Peter Scazzero: Emotionally Healthy Leadership (Part 1 of 2)

PART 1 of 2 parts

If you’ve heard anything of Peter Scazzero’s personal journey, you know the pivotal moment and the two words that catalyzed a transformation of his life and ministry.

“I quit!”

They were a decade into the planting of New Life Fellowship Church in Queens, N.Y., when Scazzero’s wife Geri had finally had enough. She knew something was desperately wrong with how they were doing life and ministry. Something had to change, and the change was triggered Jan. 2, 1996, when she told him, “I quit,” and left the church.

That decision, and the hope that in time grew out of it, was the subject of her 2010 book, co-authored by her husband, I Quit! Stop Pretending Everything Is Fine and Change Your Life.

Out of the pain and promise of their experience—and the 19-year journey since that January night—Peter and Geri Scazzero have invested their energy in the integration of life skills and discipleship they call Emotionally Healthy Spirituality. It has played out in the church they still serve together, in their writing and speaking ministry, in their personal faith and, significantly, in their marriage.

With the release of his latest book, we explore the challenges and the possibilities of The Emotionally Healthy Leader.

Define an emotionally healthy leader. What does emotional health look like?

They’re operating emotionally and spiritually “full.” Their cup’s overflowing and they have a life with God that is sufficient to sustain their “doing” for God. They have a significant emotional awareness—they have faced their shadow. They know their good sides and their ugly sides, and how they impact their leadership. They have slowed down their lives to have a deep walk with God out of which they lead. And they’ve got some rhythms in their life—how they work and how they Sabbath—so that their life isn’t all work but has a biblical rhythm to it.

You’ve written a lot about emotional health as something that has not always characterized you.

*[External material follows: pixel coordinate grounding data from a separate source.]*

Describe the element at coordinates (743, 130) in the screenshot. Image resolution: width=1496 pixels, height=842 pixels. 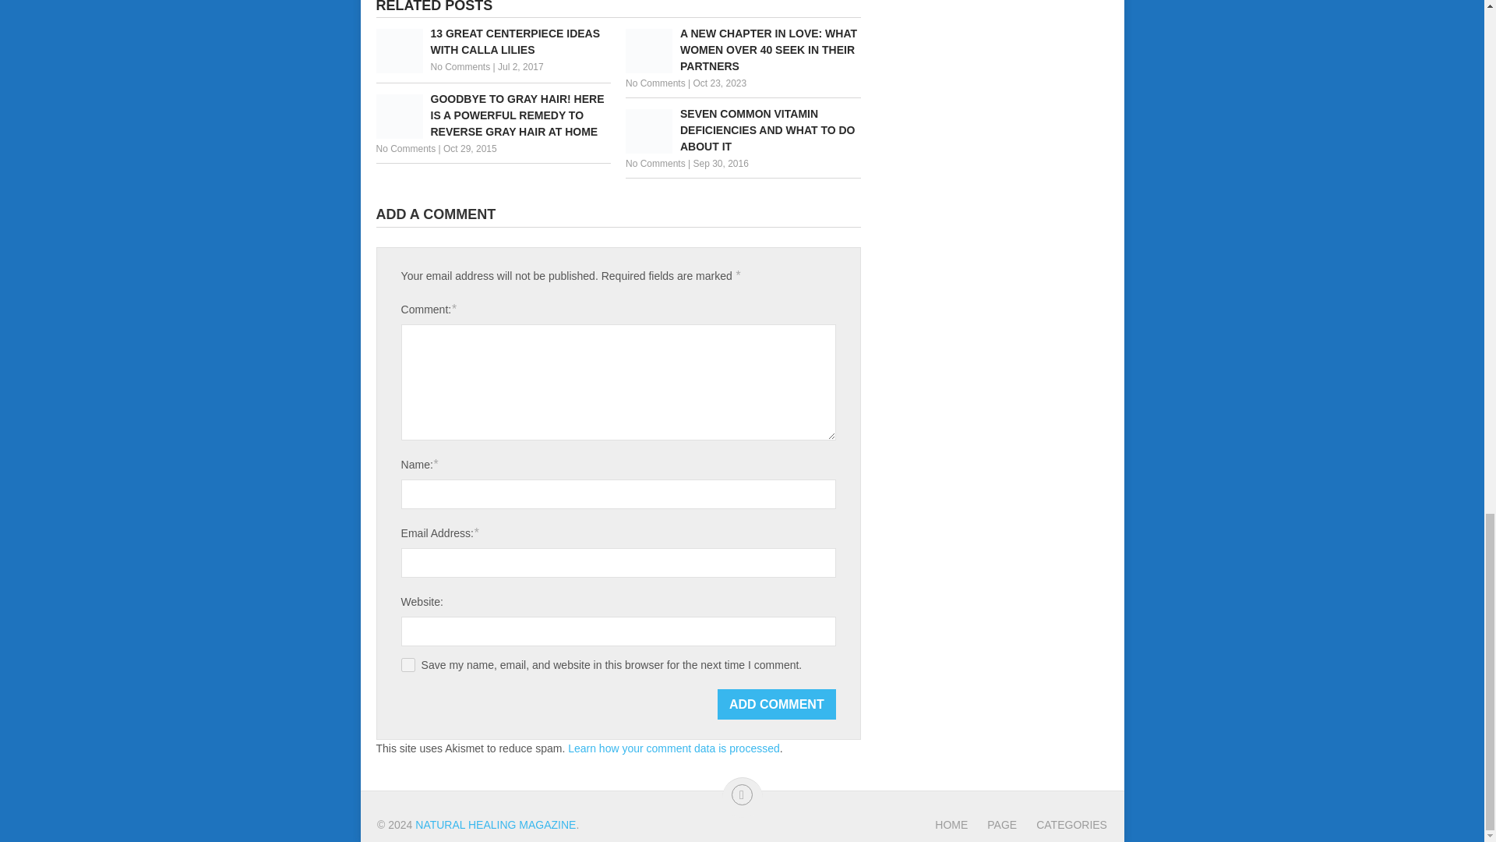
I see `SEVEN COMMON VITAMIN DEFICIENCIES AND WHAT TO DO ABOUT IT` at that location.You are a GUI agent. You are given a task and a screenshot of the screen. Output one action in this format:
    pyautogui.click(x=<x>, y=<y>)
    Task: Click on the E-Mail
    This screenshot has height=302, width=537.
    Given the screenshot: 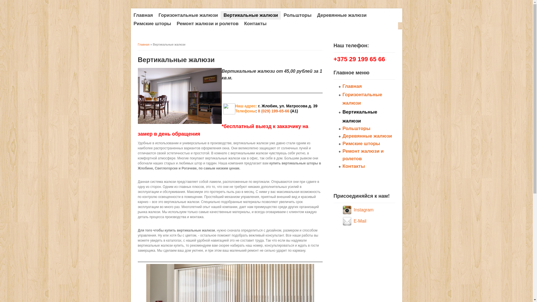 What is the action you would take?
    pyautogui.click(x=348, y=221)
    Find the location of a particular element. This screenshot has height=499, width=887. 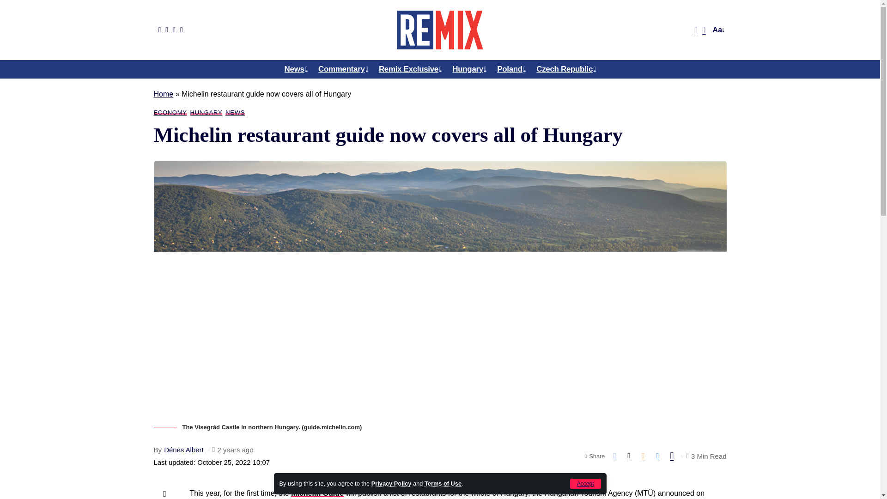

Remix News is located at coordinates (439, 30).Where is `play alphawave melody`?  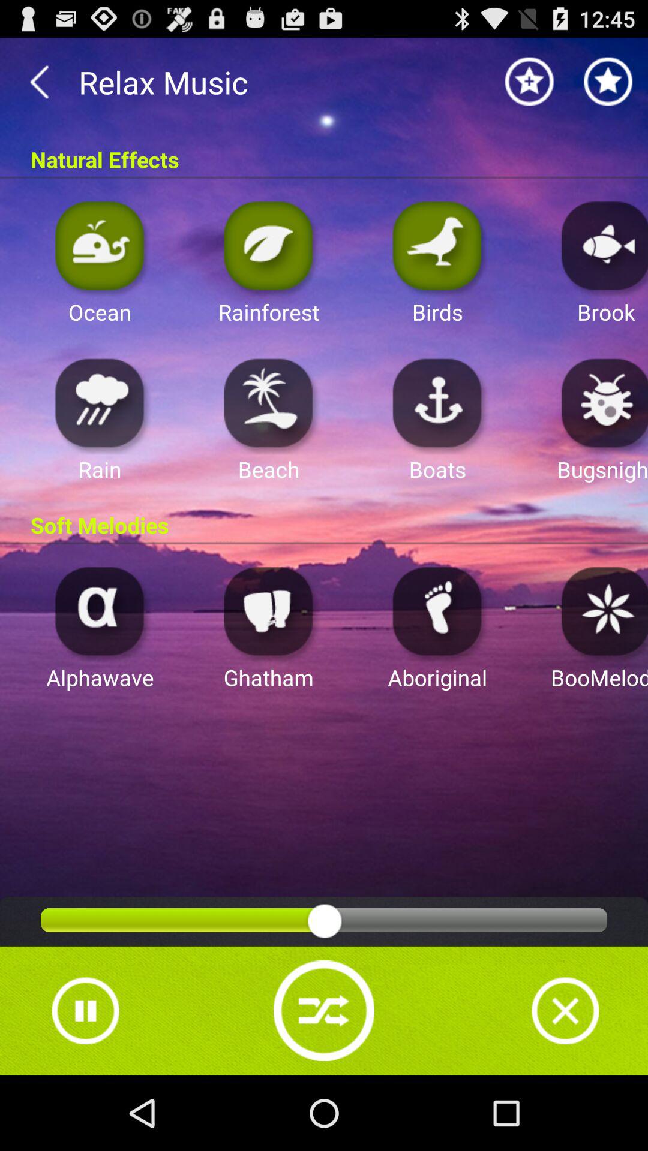 play alphawave melody is located at coordinates (100, 610).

In my first 17 years as a Christian, most of it was spent in leadership. I would say my discipleship was very much focused on biblical knowledge and how to lead. I brought those gifts to bear on planting the church. But what was lacking was an integration of emotional maturity and spiritual maturity. So in 1996, after 17 years as a Christian and eight years pastoring New Life Fellowship Church in Queens, I hit a wall and I didn’t have any theological framework for it—no biblical framework to integrate a healthy emotional component to my spiritual formation. There wasn’t a “slow-down” spiritual component either. Everything was doing—getting it done, building the church. There wasn’t a serious focus on the inner life and how that intersected with the outer life.

When I looked around me for healthy models, I found two extremes. On one extreme you had make-it-happen leaders—they were building big ministries, but were not very reflective. Then you had folks who were reflective, but they weren’t building organizations or churches either. I couldn’t point to and learn from folks who had a deep inner life and were building a ministry, organization or church, like I was trying to do.

I didn’t understand it at the time, but it was that integration that was lacking. So I would learn from people like Henry Cloud, Henri Nouwen and Dallas Willard, but they weren’t building organizations or churches. I was in inner city New York and very much committed to reaching people for Christ and building a healthy church that would multiply itself. In seminaries or leaders’ conferences we didn’t talk about these things—not in any kind of depth.

Oh, and one other thing about an emotionally healthy leader: They also lead out of their marriage or singleness. They’ve got a real integration spiritually of their vocation and whether they’re married or single that’s spiritually and theologically integrated. And that’s not a secondary issue. I didn’t understand the implications of that starting out.

James P. Long
James P. Longhttp://JamesPLong.com

James P. Long was formerly the editor of Outreach magazine and the author of a number of books, including Why Is God Silent When We Need Him the Most?

When We Enter the Present Heaven, Will We Have Physical Forms as We Await Resurrection?

If we will indeed have an intermediate physical form immediately after we die, it’s critical we realize this would in no way make our eventual resurrection unnecessary or redundant.

When Bigger Isn’t Better

All kinds of churches will reach all kinds of people that your current church is not reaching. Bigger is not better. More is better.

The Next Level: A Snapshot of Church Multiplication Trends

Seventeen percent of churches say they were directly or substantially involved in a church plant that opened in the last three years.